A European Union accounting change
has improved Cyprus’s public-finance outlook more than any other
euro-zone nation, raising the prospects it will exit a bailout
program ahead of schedule and sell bonds this year.
The CHART OF THE DAY shows the Mediterranean island nation’s debt burden dropped almost 10 percentage points to 102 percent of gross domestic product after the EU announced changes on measuring national economic output and public debt on Oct. 21. The amendments, which include changes to how financial services are recorded, added more than 1.5 billion euros ($1.9 billion) to the nation’s GDP.
President Nicos Anastasiades said in an Oct. 21 interview that he plans to sell debt for a second time this year and end the country’s 10 billion-euro International Monetary Fund and EU rescue program in 2015, a year early. Cyprus became the fifth euro-area country to be bailed out in March 2013 after the region’s debt crisis left its biggest banks insolvent.
“The debt-to-GDP figures are looking a lot better,” said Fiona Mullen, the director of Sapienta Economics in Nicosia. “In the short term, I’m sure they could tap the market if the price was right.”
Still, illiquidity in Cypriot debt hinders the country’s ability to lure investors, according to Mullen.
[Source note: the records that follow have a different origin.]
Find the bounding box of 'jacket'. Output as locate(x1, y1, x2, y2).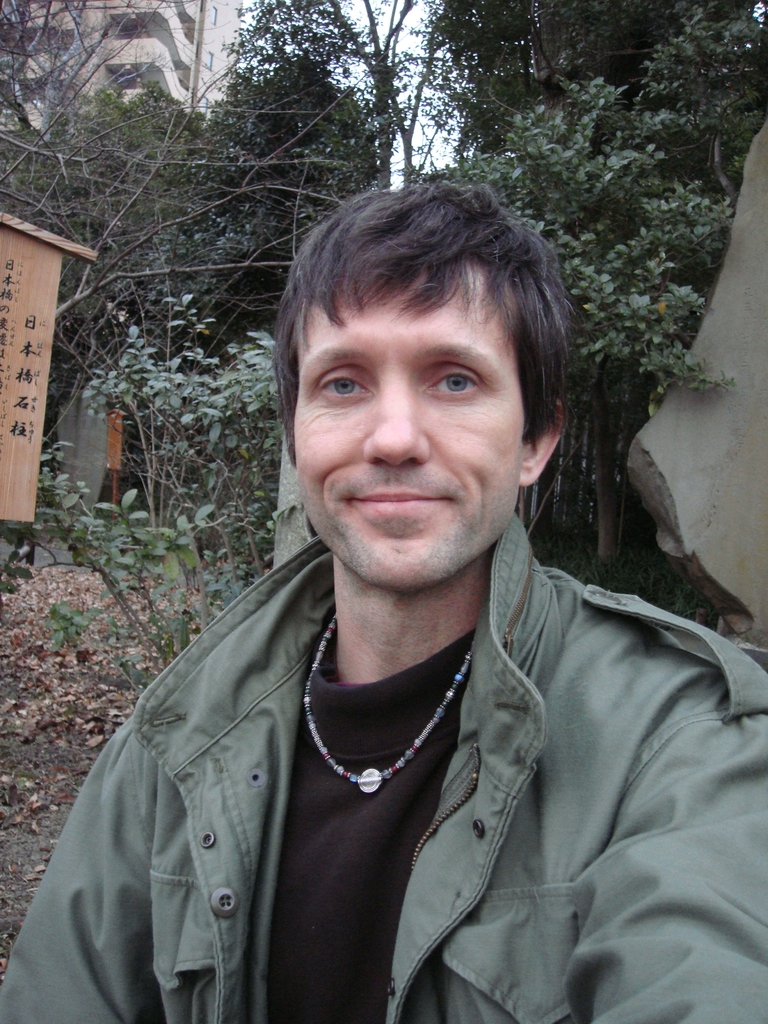
locate(0, 511, 755, 1023).
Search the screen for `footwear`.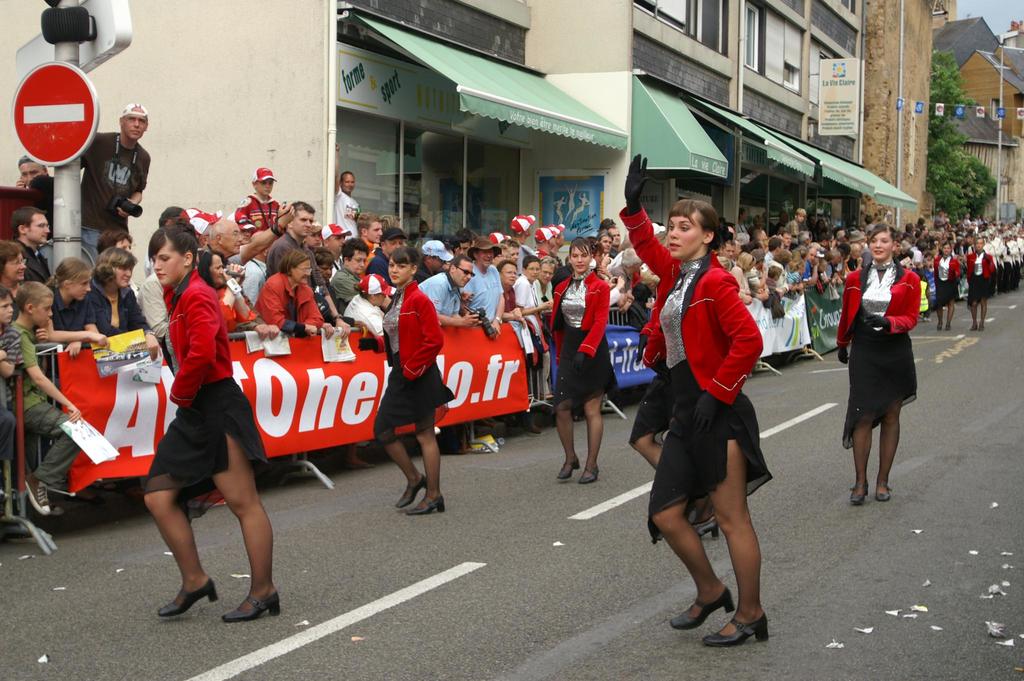
Found at left=924, top=316, right=931, bottom=322.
The five-year bond yield fell four basis points to 5.87 percent at 10:22 a.m. in Athens today, compared with an initial 4.85 percent when it was sold in June. The 750 million-euro sale marked the country’s first major foray into international bond markets in four years.
Another risk is that the banking system’s bad loans, which the IMF calculates at 57 percent of the total, will weigh on GDP growth, according to Mullen. Cyprus’s economy will expand 0.4 percent next year after a 5.4 percent contraction in 2013 with a 3.2 percent drop this year, according to IMF forecasts.